People Matter
Bruce S. Thornton City Journal A review of Merchants of Despair: Radical Environmentalists, Criminal Pseudo-Scientists, and the Fatal Cult of Antihumanism by Robert Zubrin (Encounter, 328 pp.) Share This
Bruce S. Thornton City Journal A review of Merchants of Despair: Radical Environmentalists, Criminal Pseudo-Scientists, and the Fatal Cult of Antihumanism by Robert Zubrin (Encounter, 328 pp.) Share This
by Bruce S. Thornton FrontPage Magazine A review of Robert Spencer’s Did Muhammad Exist?: An Inquiry into Islam’s Obscure Origins (Intercollegiate Studies Institute, 2012). Share This
by Terry Scambray New Oxford Review A review of The Wages of Appeasement: Ancient Athens, Munich, and Obama’s America by Bruce S. Thornton. (Encounter Books, 2011 pp. 283) Share This
by Bruce S. Thornton City Journal Review of Why the West is Best: A Muslim Apostate’s Defense of Liberal Democracy, by Ibn Warraq, (Encounter, 2011, 286 pp.) Share This
by Raymond Ibrahim Jihad Watch Review of Militant Islamist Ideology: Understanding the Global Threat by Youssef Aboul-Enein (Naval Institute Press, 2010. 288 pp.).

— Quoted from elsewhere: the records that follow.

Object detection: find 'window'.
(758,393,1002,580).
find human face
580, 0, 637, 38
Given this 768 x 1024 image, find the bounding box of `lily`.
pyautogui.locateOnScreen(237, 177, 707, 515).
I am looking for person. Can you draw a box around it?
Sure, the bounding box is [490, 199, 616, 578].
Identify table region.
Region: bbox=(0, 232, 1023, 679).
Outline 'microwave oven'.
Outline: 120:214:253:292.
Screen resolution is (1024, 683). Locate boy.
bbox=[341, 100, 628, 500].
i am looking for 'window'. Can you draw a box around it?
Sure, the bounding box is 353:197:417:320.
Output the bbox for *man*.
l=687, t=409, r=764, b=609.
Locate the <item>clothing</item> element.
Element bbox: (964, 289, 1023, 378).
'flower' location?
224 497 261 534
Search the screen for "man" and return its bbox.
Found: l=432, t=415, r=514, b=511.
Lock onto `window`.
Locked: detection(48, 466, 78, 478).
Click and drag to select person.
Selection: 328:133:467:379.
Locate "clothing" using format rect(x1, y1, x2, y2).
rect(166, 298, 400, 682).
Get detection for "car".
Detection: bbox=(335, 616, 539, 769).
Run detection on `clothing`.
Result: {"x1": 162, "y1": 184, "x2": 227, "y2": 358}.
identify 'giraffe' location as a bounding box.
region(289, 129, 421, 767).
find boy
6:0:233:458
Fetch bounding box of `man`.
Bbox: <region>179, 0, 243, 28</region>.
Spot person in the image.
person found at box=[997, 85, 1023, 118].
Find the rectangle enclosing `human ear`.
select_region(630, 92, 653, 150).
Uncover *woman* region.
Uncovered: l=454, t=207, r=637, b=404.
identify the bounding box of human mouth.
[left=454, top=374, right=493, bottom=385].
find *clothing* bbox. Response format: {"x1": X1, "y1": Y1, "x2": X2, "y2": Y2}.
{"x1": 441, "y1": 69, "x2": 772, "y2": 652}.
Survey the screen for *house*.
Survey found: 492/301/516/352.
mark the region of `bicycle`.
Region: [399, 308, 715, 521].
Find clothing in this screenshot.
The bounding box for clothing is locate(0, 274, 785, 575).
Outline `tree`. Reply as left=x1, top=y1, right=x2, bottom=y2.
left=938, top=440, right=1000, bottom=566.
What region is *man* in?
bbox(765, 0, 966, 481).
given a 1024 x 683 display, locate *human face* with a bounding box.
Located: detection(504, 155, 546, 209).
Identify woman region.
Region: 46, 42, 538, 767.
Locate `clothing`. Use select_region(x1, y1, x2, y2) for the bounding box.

Share This
by Terry Scambray New Oxford Review A review of What Darwin Got Wrong by Jerry Fodor and Massimo Piattelli-Palmarini (Farrar, Straus & Giroux. 179 pp.) Share This
by Cody Carlson The Deseret News Review of The End of Sparta by Victor Davis Hanson, Bloomsbury Press, 2011 Share This
by Raymond Ibrahim Jihad Watch A review of The Closing of the Muslim Mind: How Intellectual Suicide Created the Modern Islamist Crisis by Robert R. Reilly (Intercollegiate Studies Institute, 2011. 244 pp.) Share This
Editorial Publishers Weekly Leading classicist Hanson (The Father of Us All) focuses on the Theban defeat of the renowned Spartan army in 371 B.C.E. Share This
by Victor Davis Hanson NRO’s The Corner I’m about halfway through the new Cheney memoir, In My Time, and it does not at all resemble the media’s description of it — a highly controversial book preoccupied with scoring points against rivals — which suggests that many of those who have written about it have not read it.